■ WHAT THE EXERCISE ASKS ■
Word for word, reproduce every line of the data.

■ Stored data entries ■
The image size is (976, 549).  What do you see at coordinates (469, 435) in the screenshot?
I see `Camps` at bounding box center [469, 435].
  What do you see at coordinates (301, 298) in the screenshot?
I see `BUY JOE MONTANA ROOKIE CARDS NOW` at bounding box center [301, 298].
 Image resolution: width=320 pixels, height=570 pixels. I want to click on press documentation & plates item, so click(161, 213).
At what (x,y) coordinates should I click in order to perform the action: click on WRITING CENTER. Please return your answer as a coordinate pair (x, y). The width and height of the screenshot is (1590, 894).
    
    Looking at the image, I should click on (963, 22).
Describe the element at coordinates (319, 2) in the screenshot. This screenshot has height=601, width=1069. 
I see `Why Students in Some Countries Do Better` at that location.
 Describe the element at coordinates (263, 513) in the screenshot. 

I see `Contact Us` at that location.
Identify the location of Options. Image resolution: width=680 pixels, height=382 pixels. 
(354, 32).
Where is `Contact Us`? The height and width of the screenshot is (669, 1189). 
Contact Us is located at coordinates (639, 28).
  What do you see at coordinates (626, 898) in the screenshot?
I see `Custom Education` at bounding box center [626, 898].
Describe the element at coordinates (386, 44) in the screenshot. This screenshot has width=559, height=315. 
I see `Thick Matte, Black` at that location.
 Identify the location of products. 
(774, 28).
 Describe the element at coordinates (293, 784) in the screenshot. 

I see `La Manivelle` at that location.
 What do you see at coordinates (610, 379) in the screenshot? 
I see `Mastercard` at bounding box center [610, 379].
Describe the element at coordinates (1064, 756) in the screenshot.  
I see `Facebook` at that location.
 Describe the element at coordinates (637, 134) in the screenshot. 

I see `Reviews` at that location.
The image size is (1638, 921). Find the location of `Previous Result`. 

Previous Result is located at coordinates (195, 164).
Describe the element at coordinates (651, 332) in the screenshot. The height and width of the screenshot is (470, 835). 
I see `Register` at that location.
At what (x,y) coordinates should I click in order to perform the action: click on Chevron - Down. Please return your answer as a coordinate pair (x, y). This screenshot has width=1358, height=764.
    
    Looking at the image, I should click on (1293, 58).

■ YOUR SOLUTION ■
The image size is (976, 549).  What do you see at coordinates (469, 435) in the screenshot?
I see `Camps` at bounding box center [469, 435].
  What do you see at coordinates (301, 298) in the screenshot?
I see `BUY JOE MONTANA ROOKIE CARDS NOW` at bounding box center [301, 298].
 Image resolution: width=320 pixels, height=570 pixels. I want to click on press documentation & plates item, so click(161, 213).
At what (x,y) coordinates should I click in order to perform the action: click on WRITING CENTER. Please return your answer as a coordinate pair (x, y). The width and height of the screenshot is (1590, 894).
    
    Looking at the image, I should click on (963, 22).
Describe the element at coordinates (319, 2) in the screenshot. This screenshot has height=601, width=1069. 
I see `Why Students in Some Countries Do Better` at that location.
 Describe the element at coordinates (263, 513) in the screenshot. 

I see `Contact Us` at that location.
Identify the location of Options. Image resolution: width=680 pixels, height=382 pixels. 
(354, 32).
Where is `Contact Us`? The height and width of the screenshot is (669, 1189). 
Contact Us is located at coordinates (639, 28).
  What do you see at coordinates (626, 898) in the screenshot?
I see `Custom Education` at bounding box center [626, 898].
Describe the element at coordinates (386, 44) in the screenshot. This screenshot has width=559, height=315. 
I see `Thick Matte, Black` at that location.
 Identify the location of products. 
(774, 28).
 Describe the element at coordinates (293, 784) in the screenshot. 

I see `La Manivelle` at that location.
 What do you see at coordinates (610, 379) in the screenshot? 
I see `Mastercard` at bounding box center [610, 379].
Describe the element at coordinates (1064, 756) in the screenshot.  
I see `Facebook` at that location.
 Describe the element at coordinates (637, 134) in the screenshot. 

I see `Reviews` at that location.
The image size is (1638, 921). Find the location of `Previous Result`. 

Previous Result is located at coordinates (195, 164).
Describe the element at coordinates (651, 332) in the screenshot. The height and width of the screenshot is (470, 835). 
I see `Register` at that location.
At what (x,y) coordinates should I click in order to perform the action: click on Chevron - Down. Please return your answer as a coordinate pair (x, y). This screenshot has width=1358, height=764.
    
    Looking at the image, I should click on (1293, 58).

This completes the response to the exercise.